The discovery of Bruton tyrosine kinase (BTK) inhibitors such as ibrutinib has had a significant impact on the outcome of patients with mantle cell lymphoma. However, most of these patients will relapse under BTK inhibitor therapy, with a poor prognosis since overall survival after failure of BTK inhibitor therapy is less than 12 months.1 In their article, published in this issue of Haematologica, Li et al. provide promising preclinical evidence suggesting that tumor cell glutaminase (GLS) could constitute a potential therapeutic target in this difficult-to-treat population of patients.2
Glutamine addiction has been reported in various subtypes of hematologic malignancies, including acute lymphoblastic leukemia and NK-cell lymphoma, allowing neoplastic cells to thrive in glucose-low or hypoxic environments. Le et al. showed that Myc induction enhanced glucose consumption and lactate production in a model non-Hodgkin lymphoma line and that glutamine contributed significantly to citrate carbons under hypoxic conditions.3 This work demonstrated the existence of an alternative energy-generating glutaminolysis pathway involving a glucose-independent tricarboxylic acid cycle. Glutamine metabolism thus appears to be essential for cell survival and proliferation under conditions of hypoxia and glucose deprivation. Gao et al. reported that c-Myc induces increased expression of mitochondrial GLS, upregulating glutamine conversion to glutamate, which is further catabolized in the tricarboxylic acid cycle to generate ATP.4 Using cell lines containing GLS variants as well as in vivo modulation of murine and human GLS, Xiang et al. showed that targeted inhibition of tumor-specific GLS reduced tumorigenesis in a human non-Hodgkin lymphoma xenograft model.5 There does, therefore, seem to be a well-established correlation between Myc, tumor cell GLS and the use of glutamine as a key ATP-generating energy substrate in lymphomas.

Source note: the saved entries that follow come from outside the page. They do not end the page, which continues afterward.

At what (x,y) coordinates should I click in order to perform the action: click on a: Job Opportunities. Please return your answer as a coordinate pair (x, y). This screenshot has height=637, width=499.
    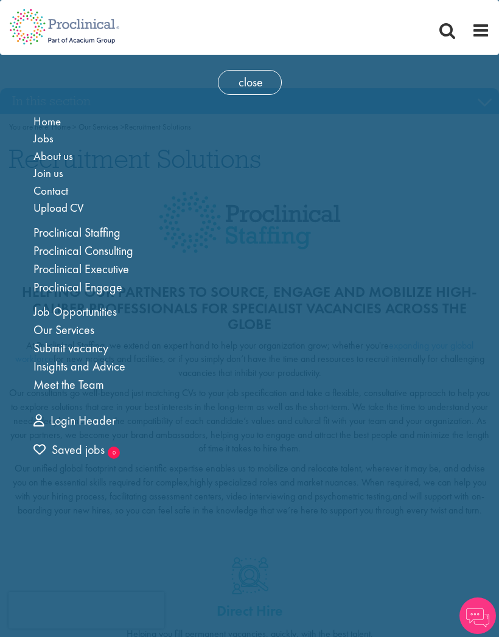
    Looking at the image, I should click on (75, 311).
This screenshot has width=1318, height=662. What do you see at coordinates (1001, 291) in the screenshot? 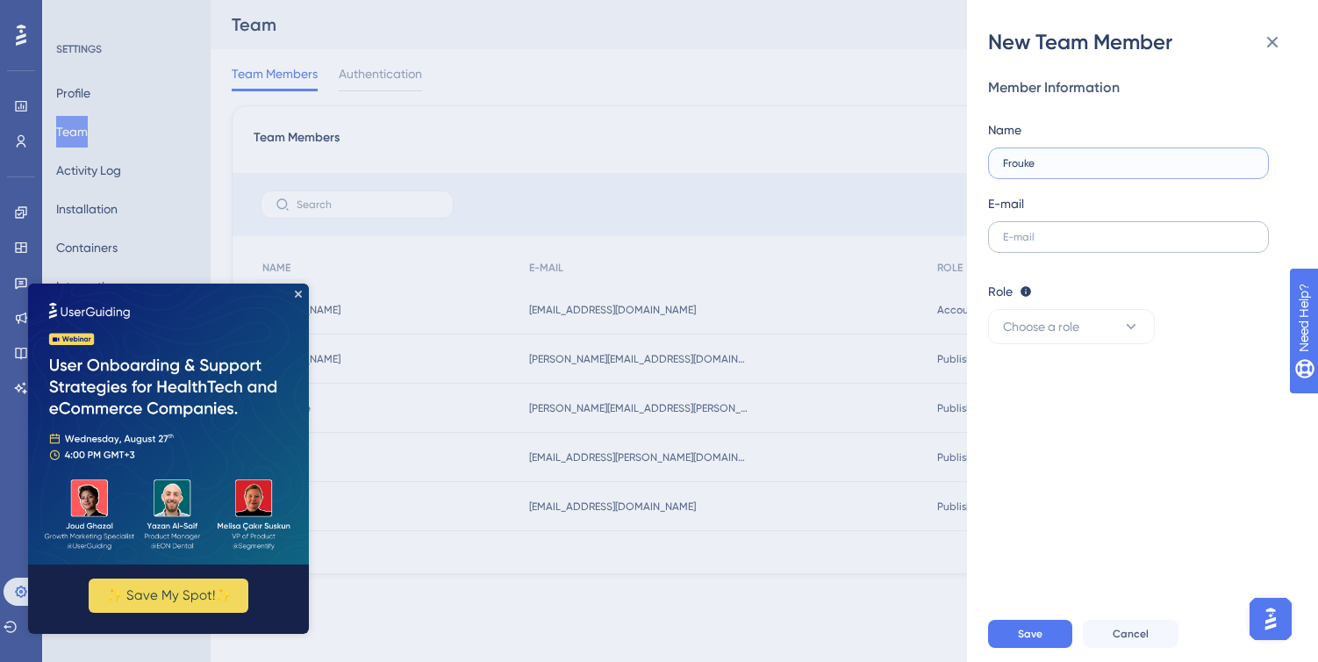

Targeting glutamine addiction in cancer has been explored in various preclinical settings and more recently in early phase clinical trials using teglenastat. Targeting mitochondrial GLS has been shown to inhibit oncogenic transformation in preclinical models of fibroblasts and breast cancer.6 Matre et al. reported that inhibition of GLS by various inhibitors blocked the growth of acute myeloid leukemia cell lines as well as a subset of primary acute myeloid leukemia samples.7 Interestingly, the antitumor effect of recombinant L-asparaginase, which is widely used to treat various lymphoid malignancies, is believed to rely at least in part on its GLS activity which results in extracellular glutamine depletion.8
Telaglenastat (CB-839) has been evaluated in early phase clinical trials, mainly in combination regimens in patients with solid tumors. In a combination study with cabozantinib or everolimus, telaglenastat displayed promising activity in patients with advanced or metastatic renal cell carcinoma, with mostly grade 1 to 2 treatment-related adverse events.9 A single-agent phase I study has been conducted in patients with hematologic malignancies (NCT02071888) but the results have not yet been reported.
Targeting GLS appears to be particularly relevant in the context of ibrutinib resistance. Lee et al. analyzed the impact of ibrutinib in various mantle cell lymphoma lines and found that inhibition of BTK had a profound effect on several metabolic pathways, including glutaminolysis.10 Importantly, glutaminolysis was found to contribute to over 50% of mitochondrial ATP production. By showing that GLS expression and glutamine addiction are enhanced in ibrutinib-resistant mantle cell lymphoma models, Li et al. provide compelling evidence suggesting that targeted inhibition of GLS could benefit patients with mantle cell lymphoma whose disease has progressed under BTK inhibitor therapy.
More generally these results support the tantalizing possibility that tumor-associated metabolic specificities may represent an Achilles heel allowing the selective destruction of neoplastic cells. Exploiting these characteristics, either using single agent therapies or in the context of synthetic lethality approaches, has proven to be challenging. To date attempts to target the Warburg effect, i.e. preferential cytosolic fermentation of glucose to lactic acid rather than mitochondrial oxidative fermentation even in the presence of abundant oxygen, has not led to major breakthroughs in cancer therapy. These attempts highlight the difficulty of inducing systemic alterations in key metabolic processes to specifically target tumors while preserving healthy tissues. For this reason it is possible that the use of metabolic inhibitors, such as telaglenastat, in combination with BTK in-hibitors, rather than after failure of such therapies, will reduce or defer the emergence of resistant phenotypes.
Footnotes
- Received November 16, 2022
- Accepted November 23, 2022
Correspondence
Disclosures
CD has received research funding from Roche.